Leave Your Title at the Door

The Boss Stops Here

New York Magazine

Let’s say you have a coworker who’s disruptive or isn’t pulling his weight. Your company probably has a hierarchical process for deciding the proper course of action, and that process probably doesn’t put you at the center of the matter. But you probably don’t work at Menlo Innovations, where there are no bosses (at least in the traditional sense). Instead, the decision to fire (or hire or promote) someone is based on group consensus. So does this approach — which is also the premise of a new reality show called Does Someone Have to Go? — actually lead to more-productive employees and companies? Matthew Shaer takes a hard look at this question.

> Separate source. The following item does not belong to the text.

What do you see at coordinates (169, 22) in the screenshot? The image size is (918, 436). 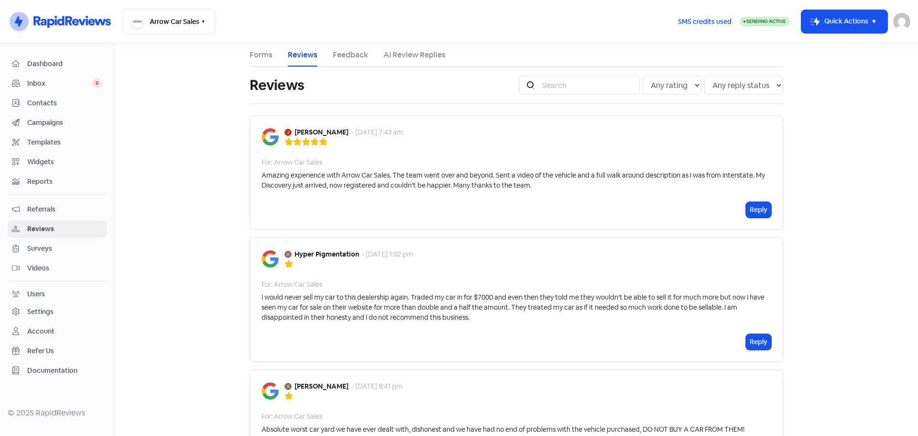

Columbia Business School professor Adam Galinsky, for example, touts some of hierarchy’s benefits: “It reduces conflict, helps with role differentiation, and vastly increases coordination.” But Menlo and other companies like GitHub, IDEO, and California tomato processor Morning Star have done away with hierarchy and, in some senses, even given employees the (blessed?) burden of running their companies’ day-to-day operations. The article doesn’t outright glorify or condemn these work environments. Instead, Shaer leaves us with food for thought: “It’s possible that the triumph of the flattened office may be the creation of work environments in which leaders organically arise, and all employees feel a sense of ownership, whether real or imagined.”